I especially synched a refreshed playlist on the first day. And then the first thing I notice when I look at the playlist on my phone is a little cloud symbol. Why? Because some of the songs in the playlist are apparently not on my phone. How come? I checked the playlist: nope. These songs are not supposed to be on my phone because they’re not in the playlist.
One problem, I thought was the presence of the phantom “purchased” playlist that Music creates for itself, even though I don’t want it to. I deleted that. This seems to partially cure the phantom tracks problem – at least until you synch your phone again.
So I synched again, deleted the “Purchased” playlist. Same thing. So I deleted that whole playlist, deleted all my music off the phone, and resynched a clean, new playlist with a wired connection. Same thing. So I went through my iTunes, checking every single album for stray “whole album” ratings that were being misapplied to individual tracks. Resynched, this time limited to 800 tracks by least-often-played. Eventually, I have it: no cloud symbols, no tracks that shouldn’t be there, mainly because they’d all been played too many times before. It has taken several days.
Except: I’m out in my car and the podcasts run out and music starts to play automatically. First song to appear on the screen in the car: “All Over The World” by ELO. But it doesn’t actually play, so the phone bounces to another song, and so on.

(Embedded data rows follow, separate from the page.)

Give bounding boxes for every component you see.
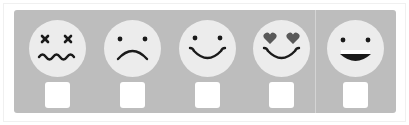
rating-option-dizzy bbox=[20, 10, 94, 113]
rating-checkbox-grin[interactable] bbox=[343, 82, 368, 108]
rating-option-grin bbox=[318, 10, 392, 113]
rating-option-love bbox=[244, 10, 318, 113]
emoji-rating-panel bbox=[14, 10, 396, 113]
heart-eyes-face-icon bbox=[253, 20, 310, 77]
smiling-face-icon bbox=[179, 20, 236, 77]
grinning-face-icon bbox=[327, 20, 384, 77]
rating-option-sad bbox=[95, 10, 169, 113]
dizzy-face-icon bbox=[29, 20, 86, 77]
rating-checkbox-dizzy[interactable] bbox=[45, 82, 70, 108]
rating-option-happy bbox=[170, 10, 244, 113]
rating-checkbox-sad[interactable] bbox=[120, 82, 145, 108]
divider bbox=[315, 10, 316, 113]
rating-checkbox-happy[interactable] bbox=[195, 82, 220, 108]
rating-checkbox-love[interactable] bbox=[269, 82, 294, 108]
frowning-face-icon bbox=[104, 20, 161, 77]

Well, there are several things with that. First of all, “All Over the World” is not on the synched playlist. It is in my “purchased” items, but not on the phone. It’s in the cloud. Which, specifically, I have repeatedly told my phone to ignore. So we’re back with phantom purchased tracks, except, “All Over the World” is not the first on that phantom list. It is the 28th song, alphabetically, in the unwanted “purchased” playlist. So why was the phone trying to play it? It makes no fucking sense, except in a universe in which Apple are deliberately trying to wind me up.

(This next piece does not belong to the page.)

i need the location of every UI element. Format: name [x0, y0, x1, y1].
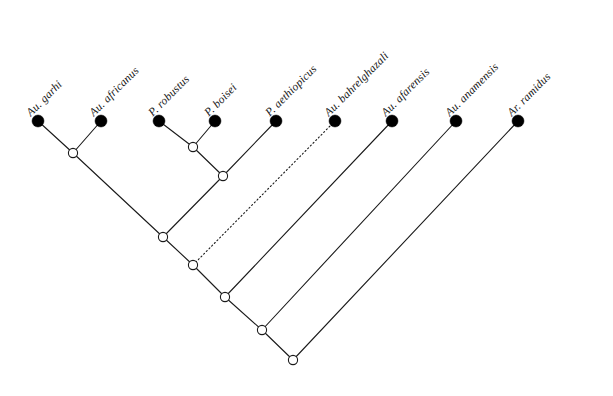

And so the dance continues. I’m playing music in the house, thinking I’m playing from my 800-track synched playlist. But then a song comes on that I don’t really like and haven’t had in any playlist for a number of years. Yep: another phantom track playing randomly from the cloud, even though it’s not on my fucking phone.
I can’t even. So Apple music continues to be a pile of steaming ordure and yet is so deeply embedded in the system that I can’t kill it. Weeping uncontrollably, shaking with frustration, I say this: I just want to play music I have carefully collected over decades and filtered down to this one playlist that I want on my phone. I just want my phone to behave like a fucking traditional iPod. I don’t want your streaming service, I don’t want your radio, I don’t want your curated playlists, I don’t want the load of old toss that is your @connect feature.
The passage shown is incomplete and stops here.